But the buttons are hidden! Someone else had to show me how to click on a posters name to bring up a menu of four things to do with them. Even putting your mouse over something doesn't work, because you have to actually click. Since there's no way of knowing what will activate when you click on it and what will just sit there laughing you, there's not a lot of incentive to to move your mouse, pixel-by-pixel over every screen, wondering what, if anything, is going to happen.
Apparently, that's just the way the world works these days; people are expected to be born knowing things. When I got my computer, there was no manual for it (and the help system is a joke). When my parents bought a CD player, it didn't come with a manual, so they had to wait until their three year old granddaughter came to visit to show them how to work it (I wasn't any help -- I wouldn't know how to work one, either).
I'm not stupid; I program my VCR, and I roll my eyes at people who's clock is flashing, but I couldn't've programmed it if it hadn't come with a manual. When I had to replace the radio in my car, the new one didn't come with a manual, so I'm stuck with the stations that were programmed into it at the factory. Pushing buttons at random doesn't help a darned thing, though I did figure out how to use the scanup/scandown (and at least the radio has identifiable buttons, which this system often doesn't). I can't even imagine the demented sort of brain that came up with the idea "let's disguise our features so no one knows where to look for them".
It's a lot similar to the situation I was in at FF's RPG site. There was no rule book. I can't play a game with no rule book. "You'll pick it up as you go along" is a non-starter, because I don't know how to go along.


### Work instruction
Wherever the string "edge" shows up in the data below, copy the whole line.

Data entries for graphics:
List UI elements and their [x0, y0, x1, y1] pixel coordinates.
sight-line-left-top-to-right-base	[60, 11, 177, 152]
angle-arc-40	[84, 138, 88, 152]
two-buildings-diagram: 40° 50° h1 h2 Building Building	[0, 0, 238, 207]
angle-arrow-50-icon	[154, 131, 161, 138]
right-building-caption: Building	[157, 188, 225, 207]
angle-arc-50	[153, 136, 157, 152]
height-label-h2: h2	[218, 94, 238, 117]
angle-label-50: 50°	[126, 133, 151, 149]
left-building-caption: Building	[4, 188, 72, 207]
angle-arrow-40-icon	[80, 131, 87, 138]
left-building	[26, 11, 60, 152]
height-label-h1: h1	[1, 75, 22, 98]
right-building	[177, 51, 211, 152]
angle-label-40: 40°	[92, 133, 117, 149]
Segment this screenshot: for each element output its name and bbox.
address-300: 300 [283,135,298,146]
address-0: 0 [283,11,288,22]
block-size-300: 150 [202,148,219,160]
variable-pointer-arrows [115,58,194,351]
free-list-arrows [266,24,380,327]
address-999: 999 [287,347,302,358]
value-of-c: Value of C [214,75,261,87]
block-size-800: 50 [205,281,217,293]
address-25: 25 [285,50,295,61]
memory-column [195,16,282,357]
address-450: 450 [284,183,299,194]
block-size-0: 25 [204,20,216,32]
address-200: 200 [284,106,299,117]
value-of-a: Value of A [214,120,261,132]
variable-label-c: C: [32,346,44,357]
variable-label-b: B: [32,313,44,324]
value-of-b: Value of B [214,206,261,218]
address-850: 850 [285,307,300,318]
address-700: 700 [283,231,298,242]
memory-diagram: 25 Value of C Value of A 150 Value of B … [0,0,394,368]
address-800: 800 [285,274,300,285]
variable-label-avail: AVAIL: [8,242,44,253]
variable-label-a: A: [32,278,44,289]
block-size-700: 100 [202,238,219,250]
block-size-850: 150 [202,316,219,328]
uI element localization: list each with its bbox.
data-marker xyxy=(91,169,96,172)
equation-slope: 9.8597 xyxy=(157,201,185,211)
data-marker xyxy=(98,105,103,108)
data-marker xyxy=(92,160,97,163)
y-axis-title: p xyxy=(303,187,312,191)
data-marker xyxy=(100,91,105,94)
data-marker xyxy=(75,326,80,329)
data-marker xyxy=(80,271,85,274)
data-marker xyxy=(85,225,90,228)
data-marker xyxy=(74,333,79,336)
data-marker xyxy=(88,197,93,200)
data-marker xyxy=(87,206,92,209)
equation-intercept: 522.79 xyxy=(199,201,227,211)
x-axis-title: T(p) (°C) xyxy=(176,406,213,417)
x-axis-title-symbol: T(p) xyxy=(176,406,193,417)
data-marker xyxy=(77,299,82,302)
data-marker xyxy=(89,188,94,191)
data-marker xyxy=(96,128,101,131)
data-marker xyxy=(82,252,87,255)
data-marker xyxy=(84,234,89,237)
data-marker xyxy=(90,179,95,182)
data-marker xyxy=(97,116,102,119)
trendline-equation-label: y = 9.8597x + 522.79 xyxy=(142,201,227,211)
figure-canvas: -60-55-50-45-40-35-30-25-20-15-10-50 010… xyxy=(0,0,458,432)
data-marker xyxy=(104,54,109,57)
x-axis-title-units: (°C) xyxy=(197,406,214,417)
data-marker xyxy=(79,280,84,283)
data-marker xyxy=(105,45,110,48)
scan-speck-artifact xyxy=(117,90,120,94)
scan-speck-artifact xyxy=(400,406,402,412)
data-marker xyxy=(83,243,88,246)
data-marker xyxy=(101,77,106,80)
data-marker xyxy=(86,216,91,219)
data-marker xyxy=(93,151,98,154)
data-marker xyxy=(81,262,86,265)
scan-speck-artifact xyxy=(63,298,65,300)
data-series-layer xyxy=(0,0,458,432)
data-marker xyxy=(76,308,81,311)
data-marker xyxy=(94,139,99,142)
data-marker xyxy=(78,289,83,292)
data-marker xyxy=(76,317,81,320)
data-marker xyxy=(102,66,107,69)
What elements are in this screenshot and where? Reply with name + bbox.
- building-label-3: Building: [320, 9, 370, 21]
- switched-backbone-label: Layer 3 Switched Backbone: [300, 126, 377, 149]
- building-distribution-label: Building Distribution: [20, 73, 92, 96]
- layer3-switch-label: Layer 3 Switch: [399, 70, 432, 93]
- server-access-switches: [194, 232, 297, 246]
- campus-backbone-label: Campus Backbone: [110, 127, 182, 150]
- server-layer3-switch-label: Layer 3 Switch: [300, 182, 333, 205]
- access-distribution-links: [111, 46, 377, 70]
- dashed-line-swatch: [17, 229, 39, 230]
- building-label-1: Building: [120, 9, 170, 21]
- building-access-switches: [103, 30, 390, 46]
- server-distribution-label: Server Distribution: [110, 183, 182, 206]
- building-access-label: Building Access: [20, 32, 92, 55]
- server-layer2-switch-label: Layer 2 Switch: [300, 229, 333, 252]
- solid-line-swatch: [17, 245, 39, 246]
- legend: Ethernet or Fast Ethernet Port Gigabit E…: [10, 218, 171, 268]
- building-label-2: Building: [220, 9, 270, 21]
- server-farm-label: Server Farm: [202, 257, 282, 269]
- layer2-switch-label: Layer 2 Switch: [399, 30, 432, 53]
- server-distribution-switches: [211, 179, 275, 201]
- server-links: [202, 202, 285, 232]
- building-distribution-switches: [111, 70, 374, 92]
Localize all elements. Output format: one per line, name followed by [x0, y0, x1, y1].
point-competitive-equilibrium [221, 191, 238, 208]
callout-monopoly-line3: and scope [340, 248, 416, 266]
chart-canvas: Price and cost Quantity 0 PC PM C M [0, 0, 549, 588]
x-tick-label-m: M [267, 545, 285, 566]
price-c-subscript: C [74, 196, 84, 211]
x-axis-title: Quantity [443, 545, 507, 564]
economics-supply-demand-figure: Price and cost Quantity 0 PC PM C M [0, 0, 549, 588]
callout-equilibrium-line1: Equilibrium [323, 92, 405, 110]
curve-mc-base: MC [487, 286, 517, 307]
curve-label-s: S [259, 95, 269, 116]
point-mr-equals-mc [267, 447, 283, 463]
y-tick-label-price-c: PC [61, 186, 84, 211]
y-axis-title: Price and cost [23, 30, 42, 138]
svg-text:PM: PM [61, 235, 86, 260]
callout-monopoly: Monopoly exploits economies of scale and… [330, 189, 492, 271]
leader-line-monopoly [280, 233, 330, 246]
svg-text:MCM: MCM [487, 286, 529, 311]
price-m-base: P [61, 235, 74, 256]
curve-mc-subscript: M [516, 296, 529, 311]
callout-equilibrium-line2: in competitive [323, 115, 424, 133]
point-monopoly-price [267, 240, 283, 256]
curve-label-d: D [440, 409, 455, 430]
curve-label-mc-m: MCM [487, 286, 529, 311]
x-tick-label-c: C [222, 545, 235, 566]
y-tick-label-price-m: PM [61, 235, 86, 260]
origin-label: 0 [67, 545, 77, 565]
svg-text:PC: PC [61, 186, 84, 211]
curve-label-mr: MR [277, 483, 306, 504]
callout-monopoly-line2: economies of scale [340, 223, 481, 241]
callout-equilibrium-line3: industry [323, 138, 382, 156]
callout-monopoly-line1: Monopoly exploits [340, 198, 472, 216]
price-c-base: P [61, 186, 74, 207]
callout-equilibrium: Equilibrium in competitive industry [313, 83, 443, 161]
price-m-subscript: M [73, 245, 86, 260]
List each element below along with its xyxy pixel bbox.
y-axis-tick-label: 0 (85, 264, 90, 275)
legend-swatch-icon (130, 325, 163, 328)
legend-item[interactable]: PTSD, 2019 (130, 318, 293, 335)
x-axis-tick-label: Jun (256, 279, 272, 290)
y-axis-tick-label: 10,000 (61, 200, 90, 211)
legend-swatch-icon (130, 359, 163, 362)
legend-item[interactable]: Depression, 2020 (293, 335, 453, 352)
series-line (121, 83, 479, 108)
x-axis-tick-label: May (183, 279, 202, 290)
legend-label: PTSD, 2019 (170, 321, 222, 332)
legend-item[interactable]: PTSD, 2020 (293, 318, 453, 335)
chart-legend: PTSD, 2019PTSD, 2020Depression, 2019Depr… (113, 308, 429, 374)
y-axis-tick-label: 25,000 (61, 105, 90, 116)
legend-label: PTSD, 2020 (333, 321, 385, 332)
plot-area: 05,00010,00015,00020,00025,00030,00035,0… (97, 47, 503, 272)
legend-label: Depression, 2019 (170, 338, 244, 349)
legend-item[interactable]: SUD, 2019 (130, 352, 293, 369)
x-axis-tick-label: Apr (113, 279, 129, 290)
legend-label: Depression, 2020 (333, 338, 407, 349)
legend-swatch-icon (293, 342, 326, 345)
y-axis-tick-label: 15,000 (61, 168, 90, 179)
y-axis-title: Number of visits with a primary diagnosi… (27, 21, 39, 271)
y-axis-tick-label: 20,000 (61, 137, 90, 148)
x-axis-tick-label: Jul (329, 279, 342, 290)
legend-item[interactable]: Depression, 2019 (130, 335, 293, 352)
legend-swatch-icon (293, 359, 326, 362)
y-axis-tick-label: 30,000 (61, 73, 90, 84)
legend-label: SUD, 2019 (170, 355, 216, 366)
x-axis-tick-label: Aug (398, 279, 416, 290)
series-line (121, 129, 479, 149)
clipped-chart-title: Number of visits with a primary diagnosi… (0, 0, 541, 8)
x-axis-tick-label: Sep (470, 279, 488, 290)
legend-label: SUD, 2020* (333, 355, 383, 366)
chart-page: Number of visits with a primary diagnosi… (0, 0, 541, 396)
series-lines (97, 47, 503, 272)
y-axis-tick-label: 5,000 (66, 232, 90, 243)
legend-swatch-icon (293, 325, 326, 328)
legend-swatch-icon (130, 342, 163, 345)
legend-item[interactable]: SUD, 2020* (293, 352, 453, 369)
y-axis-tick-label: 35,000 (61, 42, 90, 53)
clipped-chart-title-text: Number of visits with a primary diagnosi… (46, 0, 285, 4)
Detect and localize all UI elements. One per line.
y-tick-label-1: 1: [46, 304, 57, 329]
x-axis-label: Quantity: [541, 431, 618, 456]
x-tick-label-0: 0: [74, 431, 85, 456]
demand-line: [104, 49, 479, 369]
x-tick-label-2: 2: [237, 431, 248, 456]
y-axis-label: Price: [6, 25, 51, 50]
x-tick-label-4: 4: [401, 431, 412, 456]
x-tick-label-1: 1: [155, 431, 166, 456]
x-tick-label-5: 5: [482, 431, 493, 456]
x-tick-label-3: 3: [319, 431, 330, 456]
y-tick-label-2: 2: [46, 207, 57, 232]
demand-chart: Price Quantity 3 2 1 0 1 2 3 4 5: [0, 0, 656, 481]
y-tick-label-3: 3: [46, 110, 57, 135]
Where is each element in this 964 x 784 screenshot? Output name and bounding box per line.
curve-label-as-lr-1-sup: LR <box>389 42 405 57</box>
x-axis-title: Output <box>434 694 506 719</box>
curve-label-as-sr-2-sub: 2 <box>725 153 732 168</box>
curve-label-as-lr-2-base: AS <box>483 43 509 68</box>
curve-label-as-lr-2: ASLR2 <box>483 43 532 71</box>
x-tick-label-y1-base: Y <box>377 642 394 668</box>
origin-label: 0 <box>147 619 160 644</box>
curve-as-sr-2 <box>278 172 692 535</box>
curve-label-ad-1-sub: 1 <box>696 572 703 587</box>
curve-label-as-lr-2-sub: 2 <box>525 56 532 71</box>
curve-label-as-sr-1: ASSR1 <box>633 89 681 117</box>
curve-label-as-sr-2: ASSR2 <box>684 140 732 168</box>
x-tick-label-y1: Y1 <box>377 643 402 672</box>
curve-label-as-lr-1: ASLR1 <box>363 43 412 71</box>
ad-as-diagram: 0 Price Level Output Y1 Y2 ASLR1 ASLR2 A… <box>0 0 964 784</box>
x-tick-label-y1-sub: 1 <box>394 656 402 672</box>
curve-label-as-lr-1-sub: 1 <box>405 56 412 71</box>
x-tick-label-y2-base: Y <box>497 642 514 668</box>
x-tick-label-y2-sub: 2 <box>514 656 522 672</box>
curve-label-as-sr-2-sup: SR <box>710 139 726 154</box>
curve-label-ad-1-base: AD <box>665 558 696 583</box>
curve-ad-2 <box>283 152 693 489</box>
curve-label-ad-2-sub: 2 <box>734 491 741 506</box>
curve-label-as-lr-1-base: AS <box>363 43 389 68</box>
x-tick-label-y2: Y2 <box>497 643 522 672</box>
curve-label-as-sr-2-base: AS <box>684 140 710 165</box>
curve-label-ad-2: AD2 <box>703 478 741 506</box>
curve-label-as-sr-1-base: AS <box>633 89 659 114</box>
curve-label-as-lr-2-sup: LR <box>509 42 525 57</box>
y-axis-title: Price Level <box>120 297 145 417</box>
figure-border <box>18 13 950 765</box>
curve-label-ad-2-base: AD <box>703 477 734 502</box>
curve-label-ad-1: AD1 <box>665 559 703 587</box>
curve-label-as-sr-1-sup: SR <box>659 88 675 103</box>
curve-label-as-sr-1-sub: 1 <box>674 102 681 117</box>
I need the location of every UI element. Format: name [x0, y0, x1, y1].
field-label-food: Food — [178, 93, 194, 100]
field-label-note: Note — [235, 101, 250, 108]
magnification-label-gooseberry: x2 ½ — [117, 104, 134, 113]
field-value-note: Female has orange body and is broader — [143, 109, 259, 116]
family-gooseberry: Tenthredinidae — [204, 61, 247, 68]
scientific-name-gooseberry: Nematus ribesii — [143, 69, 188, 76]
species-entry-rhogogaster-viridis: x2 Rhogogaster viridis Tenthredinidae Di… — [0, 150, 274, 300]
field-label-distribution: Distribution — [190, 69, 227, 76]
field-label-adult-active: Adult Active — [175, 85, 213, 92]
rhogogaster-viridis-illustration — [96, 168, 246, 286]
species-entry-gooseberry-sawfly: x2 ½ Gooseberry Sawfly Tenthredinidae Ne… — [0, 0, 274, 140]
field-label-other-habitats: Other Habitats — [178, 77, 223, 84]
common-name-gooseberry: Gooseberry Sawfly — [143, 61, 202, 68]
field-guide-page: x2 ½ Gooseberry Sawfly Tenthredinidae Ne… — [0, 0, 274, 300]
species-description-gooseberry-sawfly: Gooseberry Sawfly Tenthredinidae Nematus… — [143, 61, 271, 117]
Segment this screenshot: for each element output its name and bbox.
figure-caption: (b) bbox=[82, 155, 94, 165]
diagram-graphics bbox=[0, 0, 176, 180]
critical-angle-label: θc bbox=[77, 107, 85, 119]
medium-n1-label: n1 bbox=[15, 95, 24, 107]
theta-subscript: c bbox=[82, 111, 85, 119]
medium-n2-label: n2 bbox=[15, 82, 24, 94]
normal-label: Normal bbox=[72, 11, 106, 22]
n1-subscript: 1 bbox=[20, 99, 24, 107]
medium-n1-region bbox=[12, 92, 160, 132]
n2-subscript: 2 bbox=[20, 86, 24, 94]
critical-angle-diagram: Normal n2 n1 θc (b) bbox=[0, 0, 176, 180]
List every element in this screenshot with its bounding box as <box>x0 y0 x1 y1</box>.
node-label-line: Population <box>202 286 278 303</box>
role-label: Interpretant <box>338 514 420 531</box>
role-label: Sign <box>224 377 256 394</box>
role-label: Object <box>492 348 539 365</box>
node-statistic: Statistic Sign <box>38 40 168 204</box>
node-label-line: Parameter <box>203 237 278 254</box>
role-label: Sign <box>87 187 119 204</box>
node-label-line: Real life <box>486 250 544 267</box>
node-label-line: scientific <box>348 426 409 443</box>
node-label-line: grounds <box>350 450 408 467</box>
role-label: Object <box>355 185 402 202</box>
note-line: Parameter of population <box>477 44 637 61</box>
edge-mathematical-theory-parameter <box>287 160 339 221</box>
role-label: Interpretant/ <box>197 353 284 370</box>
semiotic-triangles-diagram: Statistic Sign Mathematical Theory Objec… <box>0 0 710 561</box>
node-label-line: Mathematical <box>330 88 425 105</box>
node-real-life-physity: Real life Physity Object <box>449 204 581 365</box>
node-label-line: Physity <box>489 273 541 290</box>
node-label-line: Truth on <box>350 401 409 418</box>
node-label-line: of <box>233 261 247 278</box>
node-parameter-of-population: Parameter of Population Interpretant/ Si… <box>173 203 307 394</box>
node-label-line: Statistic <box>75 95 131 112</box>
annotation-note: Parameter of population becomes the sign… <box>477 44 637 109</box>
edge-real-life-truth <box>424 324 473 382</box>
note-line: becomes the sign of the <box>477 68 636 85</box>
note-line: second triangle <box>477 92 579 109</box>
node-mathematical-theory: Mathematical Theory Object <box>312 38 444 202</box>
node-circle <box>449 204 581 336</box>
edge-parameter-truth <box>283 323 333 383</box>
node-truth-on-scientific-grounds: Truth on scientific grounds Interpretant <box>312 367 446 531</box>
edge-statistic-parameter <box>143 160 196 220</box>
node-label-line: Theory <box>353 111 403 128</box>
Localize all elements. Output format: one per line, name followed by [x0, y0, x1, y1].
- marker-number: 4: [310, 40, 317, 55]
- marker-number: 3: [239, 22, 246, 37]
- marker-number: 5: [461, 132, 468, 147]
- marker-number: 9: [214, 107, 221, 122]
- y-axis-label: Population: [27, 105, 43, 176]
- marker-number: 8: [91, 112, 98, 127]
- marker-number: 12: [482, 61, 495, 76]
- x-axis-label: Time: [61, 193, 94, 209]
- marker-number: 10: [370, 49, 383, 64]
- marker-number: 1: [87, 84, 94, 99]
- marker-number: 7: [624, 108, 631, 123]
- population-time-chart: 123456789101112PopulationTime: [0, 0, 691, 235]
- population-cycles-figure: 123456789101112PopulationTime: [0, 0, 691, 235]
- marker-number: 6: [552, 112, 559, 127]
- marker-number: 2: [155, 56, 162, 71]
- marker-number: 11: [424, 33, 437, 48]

### Result of the task
edge-mathematical-theory-parameter <box>287 160 339 221</box>
edge-real-life-truth <box>424 324 473 382</box>
edge-parameter-truth <box>283 323 333 383</box>
edge-statistic-parameter <box>143 160 196 220</box>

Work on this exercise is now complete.